If I have a special talent, it is that I am very good at learning a lot of things quickly. This isn’t the same thing as being a fast learner; I’m not a fast learner. If something doesn’t click the first time I’m exposed to it, there’s a very good chance it’s going to take me a long time to wrap my head around it. I suppose that makes me lucky, then, that most things tend to click. My real talent is being able to work with lots of information in a format where everything is new, and rapidly put together connected pieces in order to deduce the underlying patterns.
Learning Abilities
I realized I had this talent in High School, where it served the purpose of helping me bluff my way through classes in which I had no business participating. Most egregiously, in English class, where my class participation counted for a disproportionate percentage of my grade, and my chronic illnesses meant I frequently arrived back just as the class had finished reading a book of which I hadn’t received a copy. On many occasions, I would earn points by building off or reflecting upon points raised by other students. On two occasions, I wrote essays about books I had never held, much less read. I got A’s on both essays, and never scored below an 87% (which was only ever so low because the teacher counted two missed exams as zeros rather than allowing me to retake them) in English as a whole.
Some friends of mine have called this cheating. I disagree. I never claimed that I read the books in question. On the contrary, on the occasions that I mentioned the fact that I had never received a copy to my teachers, I was told simply to try my best to keep up with the class in the meantime while they tracked down an extra copy. So the teachers were aware, or should have been aware, that I was talking off the cuff. I never consulted some other source, like sparknotes, that wretched hive of plagiarist scoundrels and academic villainy.
In any case, I have found this talent to be most useful when diving into a new area. I may not be able to become an expert faster than anyone else, but I can usually string enough information together to sound like I know that of which I speak, and ensure that my questions are insightful and topical, befitting an enlightened discussion, rather than shallow and obvious questions betraying a fresh initiate to the field. This means that I am, perhaps ironically, best in my element when I am furthest behind. I learn more faster by throwing myself into the deep end of something I know nothing about, than reviewing stuff I mostly know.
Secretly, I suspect this is actually not a unique talent. I think most, or at least, many people, learn effectively this way. But whether through a school system designed on a model intended more to promote martial regimentation than intellectual striving, or a culture that punishes failure far more sharply than it incentivizes the entrepreneurial experimentation necessary for personal academic success, we have taught ourselves to avoid this kind of behavior. But whether this talent is mine alone, or I have merely been the first to recognize that the emperor has, in fact, no clothes, this places me in a unique situation.
The problem comes when called upon to follow up on initial successes. Usually this is, in practice, a moot point, because this is precisely where I get sick, miss class, and wind up behind again, where I can capitalize on my skill set and come rocketing back in the nick of time. But this year, with a few exceptions, I have been healthy, or at least, healthy enough to keep up. It turns out that when you follow a course at the intended pace of one week per week, instead of missing months in a febrile delirium and frantically tearing through the textbook in the space of a frantic fortnight, things are, for the most part, manageable.
This is a novel, if not inherently difficult, problem for me- learning at an ordinary pace, instead of a crash course. It’s the informational difference between a week long car trip and an overnight flight. You’d think that learning in such an environment, with one new thing among eleven things I already know, would be easier than taking in twelve new things. But I find that this isn’t necessarily true. I’m good at taking in information,but rubbish at prioritizing information.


## TASK STATEMENT
Each line below must be reproduced exactly as it stands. Pictures stay out of the copy.

Records from a collection of figures:
^^^^

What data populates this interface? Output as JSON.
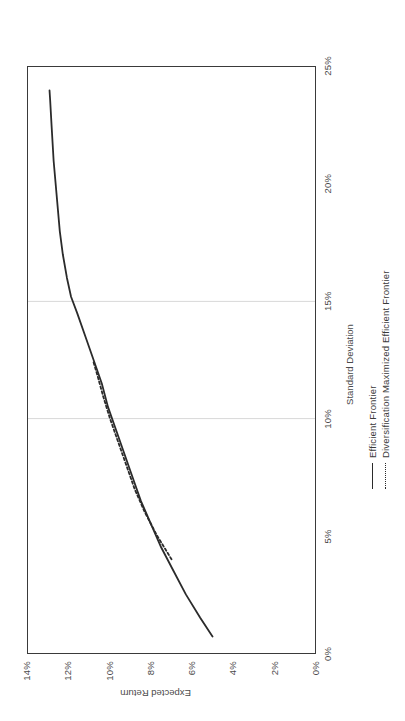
{
  "chart_data": {
    "type": "line",
    "title": "",
    "xlabel": "Standard Deviation",
    "ylabel": "Expected Return",
    "xlim": [
      0,
      25
    ],
    "ylim": [
      0,
      14
    ],
    "xticks": [
      "0%",
      "5%",
      "10%",
      "15%",
      "20%",
      "25%"
    ],
    "xtick_values": [
      0,
      5,
      10,
      15,
      20,
      25
    ],
    "yticks": [
      "0%",
      "2%",
      "4%",
      "6%",
      "8%",
      "10%",
      "12%",
      "14%"
    ],
    "ytick_values": [
      0,
      2,
      4,
      6,
      8,
      10,
      12,
      14
    ],
    "grid": "vertical gridlines at 10% and 15% standard deviation",
    "gridline_values": [
      10,
      15
    ],
    "legend_position": "below axis, center",
    "series": [
      {
        "name": "Efficient Frontier",
        "style": "solid",
        "color": "#2b2b2b",
        "x": [
          0.7,
          1.5,
          2.5,
          3.5,
          4.5,
          5.5,
          6.5,
          7.5,
          8.5,
          9.5,
          10.5,
          11.5,
          12.5,
          13.5,
          14.5,
          15.2,
          16.0,
          17.0,
          18.0,
          19.5,
          21.0,
          22.5,
          23.6,
          24.0
        ],
        "y": [
          5.0,
          5.6,
          6.3,
          6.9,
          7.5,
          8.0,
          8.5,
          8.9,
          9.3,
          9.7,
          10.1,
          10.4,
          10.8,
          11.2,
          11.6,
          11.9,
          12.1,
          12.3,
          12.45,
          12.6,
          12.75,
          12.85,
          12.92,
          12.95
        ]
      },
      {
        "name": "Diversification Maximized Efficient Frontier",
        "style": "dashed",
        "color": "#2b2b2b",
        "x": [
          4.0,
          5.0,
          6.0,
          7.0,
          8.0,
          9.0,
          10.0,
          11.0,
          11.8,
          12.4
        ],
        "y": [
          7.0,
          7.7,
          8.3,
          8.8,
          9.2,
          9.6,
          10.0,
          10.35,
          10.6,
          10.8
        ]
      }
    ]
  },
  "legend": {
    "items": [
      {
        "label": "Efficient Frontier",
        "style": "solid"
      },
      {
        "label": "Diversification Maximized Efficient Frontier",
        "style": "dashed"
      }
    ]
  },
  "axes": {
    "x_title": "Standard Deviation",
    "y_title": "Expected Return"
  }
}
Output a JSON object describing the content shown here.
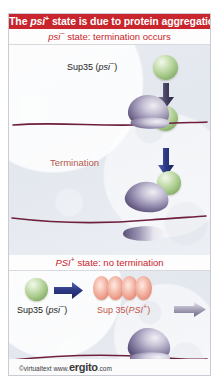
{
  "figure": {
    "title": {
      "prefix": "The ",
      "italic": "psi",
      "superscript": "+",
      "suffix": " state is due to protein aggregation",
      "background_color": "#c8252c",
      "text_color": "#ffffff"
    },
    "footer": {
      "copyright": "©virtualtext",
      "www": "www.",
      "brand": "ergito",
      "tld": ".com"
    },
    "colors": {
      "accent_red": "#c8252c",
      "panel_background": "#e8ebf1",
      "mrna_line": "#6e1f3c",
      "sup35_green": "#a9cb8c",
      "aggregate_pink": "#ec9d8b",
      "ribosome_purple": "#6b5f84",
      "arrow_blue": "#2e3a86",
      "termination_text": "#b4594d"
    },
    "sections": [
      {
        "id": "psi-minus",
        "header": {
          "italic": "psi",
          "superscript": "−",
          "rest": " state: termination occurs"
        },
        "labels": {
          "sup35": {
            "prefix": "Sup35 (",
            "italic": "psi",
            "superscript": "−",
            "suffix": ")"
          },
          "termination": "Termination"
        },
        "icons": [
          "sup35-green-sphere",
          "arrow-down-dark-icon",
          "mrna-strand",
          "ribosome-assembled",
          "arrow-down-blue-icon",
          "ribosome-large-subunit",
          "ribosome-small-subunit"
        ]
      },
      {
        "id": "psi-plus",
        "header": {
          "italic": "PSI",
          "superscript": "+",
          "rest": " state: no termination"
        },
        "labels": {
          "sup35_monomer": {
            "prefix": "Sup35 (",
            "italic": "psi",
            "superscript": "−",
            "suffix": ")"
          },
          "sup35_aggregate": {
            "prefix": "Sup 35(",
            "italic": "PSI",
            "superscript": "+",
            "suffix": ")"
          }
        },
        "aggregate_unit_count": 4,
        "icons": [
          "sup35-green-sphere",
          "arrow-right-blue-icon",
          "sup35-aggregate",
          "arrow-right-grey-icon",
          "mrna-strand",
          "ribosome-assembled"
        ]
      }
    ]
  }
}
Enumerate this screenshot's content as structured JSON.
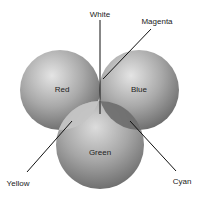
{
  "diagram": {
    "spheres": [
      {
        "id": "red",
        "label": "Red",
        "cx": 60,
        "cy": 90,
        "r": 40
      },
      {
        "id": "blue",
        "label": "Blue",
        "cx": 139,
        "cy": 90,
        "r": 40
      },
      {
        "id": "green",
        "label": "Green",
        "cx": 100,
        "cy": 145,
        "r": 44
      }
    ],
    "callouts": [
      {
        "id": "white",
        "label": "White"
      },
      {
        "id": "magenta",
        "label": "Magenta"
      },
      {
        "id": "yellow",
        "label": "Yellow"
      },
      {
        "id": "cyan",
        "label": "Cyan"
      }
    ],
    "colors": {
      "sphere_light": "#e6e6e6",
      "sphere_mid": "#a8a8a8",
      "sphere_dark": "#6a6a6a",
      "line": "#111111"
    }
  }
}
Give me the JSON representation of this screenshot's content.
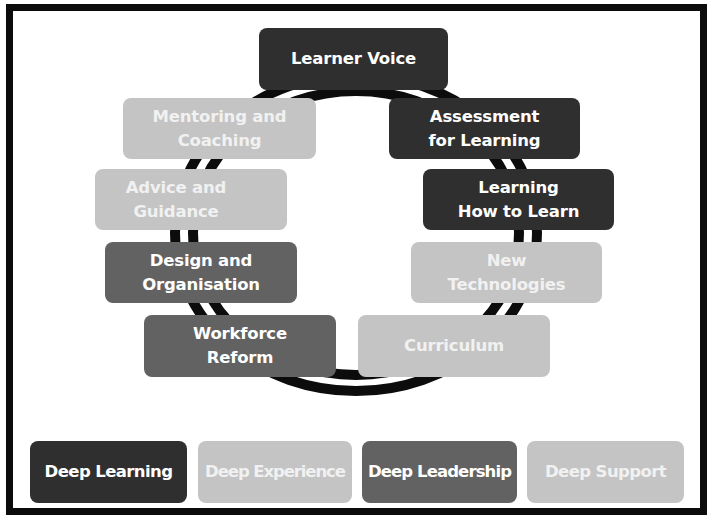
{
  "diagram": {
    "colors": {
      "dark": "#2f2f2f",
      "mid": "#626262",
      "light": "#c4c4c4",
      "ring": "#0c0c0c",
      "frame": "#0c0c0c",
      "background": "#ffffff"
    },
    "ring_nodes": [
      {
        "id": "learner-voice",
        "label": "Learner Voice",
        "shade": "dark"
      },
      {
        "id": "assessment-for-learning",
        "label": "Assessment\nfor Learning",
        "shade": "dark"
      },
      {
        "id": "learning-how-to-learn",
        "label": "Learning\nHow to Learn",
        "shade": "dark"
      },
      {
        "id": "new-technologies",
        "label": "New\nTechnologies",
        "shade": "light"
      },
      {
        "id": "curriculum",
        "label": "Curriculum",
        "shade": "light"
      },
      {
        "id": "workforce-reform",
        "label": "Workforce\nReform",
        "shade": "mid"
      },
      {
        "id": "design-and-organisation",
        "label": "Design and\nOrganisation",
        "shade": "mid"
      },
      {
        "id": "advice-and-guidance",
        "label": "Advice and\nGuidance",
        "shade": "light"
      },
      {
        "id": "mentoring-and-coaching",
        "label": "Mentoring and\nCoaching",
        "shade": "light"
      }
    ],
    "legend": [
      {
        "id": "deep-learning",
        "label": "Deep Learning",
        "shade": "dark"
      },
      {
        "id": "deep-experience",
        "label": "Deep Experience",
        "shade": "light"
      },
      {
        "id": "deep-leadership",
        "label": "Deep Leadership",
        "shade": "mid"
      },
      {
        "id": "deep-support",
        "label": "Deep Support",
        "shade": "light"
      }
    ]
  }
}
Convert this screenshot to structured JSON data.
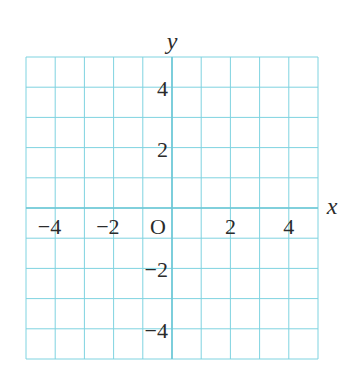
{
  "diagram": {
    "type": "coordinate-grid",
    "grid": {
      "x_min": -5,
      "x_max": 5,
      "y_min": -5,
      "y_max": 5,
      "step": 1,
      "left": 26,
      "top": 57,
      "right": 318,
      "bottom": 359,
      "line_color": "#7fd3e0",
      "axis_color": "#6cc7d6"
    },
    "axes": {
      "x_label": "x",
      "y_label": "y"
    },
    "origin_label": "O",
    "x_tick_labels": [
      {
        "value": -4,
        "text": "−4"
      },
      {
        "value": -2,
        "text": "−2"
      },
      {
        "value": 2,
        "text": "2"
      },
      {
        "value": 4,
        "text": "4"
      }
    ],
    "y_tick_labels": [
      {
        "value": 4,
        "text": "4"
      },
      {
        "value": 2,
        "text": "2"
      },
      {
        "value": -2,
        "text": "−2"
      },
      {
        "value": -4,
        "text": "−4"
      }
    ],
    "text_color": "#2b2b2b"
  }
}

^^^^

## RESPONSE TO THIS EXERCISE
What data populates this interface? Output as JSON.
{
  "chart_data": {
    "type": "line",
    "title": "",
    "xlabel": "Standard Deviation",
    "ylabel": "Expected Return",
    "xlim": [
      0,
      25
    ],
    "ylim": [
      0,
      14
    ],
    "xticks": [
      "0%",
      "5%",
      "10%",
      "15%",
      "20%",
      "25%"
    ],
    "xtick_values": [
      0,
      5,
      10,
      15,
      20,
      25
    ],
    "yticks": [
      "0%",
      "2%",
      "4%",
      "6%",
      "8%",
      "10%",
      "12%",
      "14%"
    ],
    "ytick_values": [
      0,
      2,
      4,
      6,
      8,
      10,
      12,
      14
    ],
    "grid": "vertical gridlines at 10% and 15% standard deviation",
    "gridline_values": [
      10,
      15
    ],
    "legend_position": "below axis, center",
    "series": [
      {
        "name": "Efficient Frontier",
        "style": "solid",
        "color": "#2b2b2b",
        "x": [
          0.7,
          1.5,
          2.5,
          3.5,
          4.5,
          5.5,
          6.5,
          7.5,
          8.5,
          9.5,
          10.5,
          11.5,
          12.5,
          13.5,
          14.5,
          15.2,
          16.0,
          17.0,
          18.0,
          19.5,
          21.0,
          22.5,
          23.6,
          24.0
        ],
        "y": [
          5.0,
          5.6,
          6.3,
          6.9,
          7.5,
          8.0,
          8.5,
          8.9,
          9.3,
          9.7,
          10.1,
          10.4,
          10.8,
          11.2,
          11.6,
          11.9,
          12.1,
          12.3,
          12.45,
          12.6,
          12.75,
          12.85,
          12.92,
          12.95
        ]
      },
      {
        "name": "Diversification Maximized Efficient Frontier",
        "style": "dashed",
        "color": "#2b2b2b",
        "x": [
          4.0,
          5.0,
          6.0,
          7.0,
          8.0,
          9.0,
          10.0,
          11.0,
          11.8,
          12.4
        ],
        "y": [
          7.0,
          7.7,
          8.3,
          8.8,
          9.2,
          9.6,
          10.0,
          10.35,
          10.6,
          10.8
        ]
      }
    ]
  },
  "legend": {
    "items": [
      {
        "label": "Efficient Frontier",
        "style": "solid"
      },
      {
        "label": "Diversification Maximized Efficient Frontier",
        "style": "dashed"
      }
    ]
  },
  "axes": {
    "x_title": "Standard Deviation",
    "y_title": "Expected Return"
  }
}
Output a JSON object describing the content shown here.
{
  "figure": {
    "title": {
      "prefix": "The ",
      "italic": "psi",
      "superscript": "+",
      "suffix": " state is due to protein aggregation",
      "background_color": "#c8252c",
      "text_color": "#ffffff"
    },
    "footer": {
      "copyright": "©virtualtext",
      "www": "www.",
      "brand": "ergito",
      "tld": ".com"
    },
    "colors": {
      "accent_red": "#c8252c",
      "panel_background": "#e8ebf1",
      "mrna_line": "#6e1f3c",
      "sup35_green": "#a9cb8c",
      "aggregate_pink": "#ec9d8b",
      "ribosome_purple": "#6b5f84",
      "arrow_blue": "#2e3a86",
      "termination_text": "#b4594d"
    },
    "sections": [
      {
        "id": "psi-minus",
        "header": {
          "italic": "psi",
          "superscript": "−",
          "rest": " state: termination occurs"
        },
        "labels": {
          "sup35": {
            "prefix": "Sup35 (",
            "italic": "psi",
            "superscript": "−",
            "suffix": ")"
          },
          "termination": "Termination"
        },
        "icons": [
          "sup35-green-sphere",
          "arrow-down-dark-icon",
          "mrna-strand",
          "ribosome-assembled",
          "arrow-down-blue-icon",
          "ribosome-large-subunit",
          "ribosome-small-subunit"
        ]
      },
      {
        "id": "psi-plus",
        "header": {
          "italic": "PSI",
          "superscript": "+",
          "rest": " state: no termination"
        },
        "labels": {
          "sup35_monomer": {
            "prefix": "Sup35 (",
            "italic": "psi",
            "superscript": "−",
            "suffix": ")"
          },
          "sup35_aggregate": {
            "prefix": "Sup 35(",
            "italic": "PSI",
            "superscript": "+",
            "suffix": ")"
          }
        },
        "aggregate_unit_count": 4,
        "icons": [
          "sup35-green-sphere",
          "arrow-right-blue-icon",
          "sup35-aggregate",
          "arrow-right-grey-icon",
          "mrna-strand",
          "ribosome-assembled"
        ]
      }
    ]
  }
}
Enumerate this screenshot's content as structured JSON.
{
  "diagram": {
    "spheres": [
      {
        "id": "red",
        "label": "Red",
        "cx": 60,
        "cy": 90,
        "r": 40
      },
      {
        "id": "blue",
        "label": "Blue",
        "cx": 139,
        "cy": 90,
        "r": 40
      },
      {
        "id": "green",
        "label": "Green",
        "cx": 100,
        "cy": 145,
        "r": 44
      }
    ],
    "callouts": [
      {
        "id": "white",
        "label": "White"
      },
      {
        "id": "magenta",
        "label": "Magenta"
      },
      {
        "id": "yellow",
        "label": "Yellow"
      },
      {
        "id": "cyan",
        "label": "Cyan"
      }
    ],
    "colors": {
      "sphere_light": "#e6e6e6",
      "sphere_mid": "#a8a8a8",
      "sphere_dark": "#6a6a6a",
      "line": "#111111"
    }
  }
}
Give me the JSON representation of this screenshot's content.
{
  "diagram": {
    "colors": {
      "dark": "#2f2f2f",
      "mid": "#626262",
      "light": "#c4c4c4",
      "ring": "#0c0c0c",
      "frame": "#0c0c0c",
      "background": "#ffffff"
    },
    "ring_nodes": [
      {
        "id": "learner-voice",
        "label": "Learner Voice",
        "shade": "dark"
      },
      {
        "id": "assessment-for-learning",
        "label": "Assessment\nfor Learning",
        "shade": "dark"
      },
      {
        "id": "learning-how-to-learn",
        "label": "Learning\nHow to Learn",
        "shade": "dark"
      },
      {
        "id": "new-technologies",
        "label": "New\nTechnologies",
        "shade": "light"
      },
      {
        "id": "curriculum",
        "label": "Curriculum",
        "shade": "light"
      },
      {
        "id": "workforce-reform",
        "label": "Workforce\nReform",
        "shade": "mid"
      },
      {
        "id": "design-and-organisation",
        "label": "Design and\nOrganisation",
        "shade": "mid"
      },
      {
        "id": "advice-and-guidance",
        "label": "Advice and\nGuidance",
        "shade": "light"
      },
      {
        "id": "mentoring-and-coaching",
        "label": "Mentoring and\nCoaching",
        "shade": "light"
      }
    ],
    "legend": [
      {
        "id": "deep-learning",
        "label": "Deep Learning",
        "shade": "dark"
      },
      {
        "id": "deep-experience",
        "label": "Deep Experience",
        "shade": "light"
      },
      {
        "id": "deep-leadership",
        "label": "Deep Leadership",
        "shade": "mid"
      },
      {
        "id": "deep-support",
        "label": "Deep Support",
        "shade": "light"
      }
    ]
  }
}
Convert this screenshot to structured JSON data.
{
  "diagram": {
    "type": "coordinate-grid",
    "grid": {
      "x_min": -5,
      "x_max": 5,
      "y_min": -5,
      "y_max": 5,
      "step": 1,
      "left": 26,
      "top": 57,
      "right": 318,
      "bottom": 359,
      "line_color": "#7fd3e0",
      "axis_color": "#6cc7d6"
    },
    "axes": {
      "x_label": "x",
      "y_label": "y"
    },
    "origin_label": "O",
    "x_tick_labels": [
      {
        "value": -4,
        "text": "−4"
      },
      {
        "value": -2,
        "text": "−2"
      },
      {
        "value": 2,
        "text": "2"
      },
      {
        "value": 4,
        "text": "4"
      }
    ],
    "y_tick_labels": [
      {
        "value": 4,
        "text": "4"
      },
      {
        "value": 2,
        "text": "2"
      },
      {
        "value": -2,
        "text": "−2"
      },
      {
        "value": -4,
        "text": "−4"
      }
    ],
    "text_color": "#2b2b2b"
  }
}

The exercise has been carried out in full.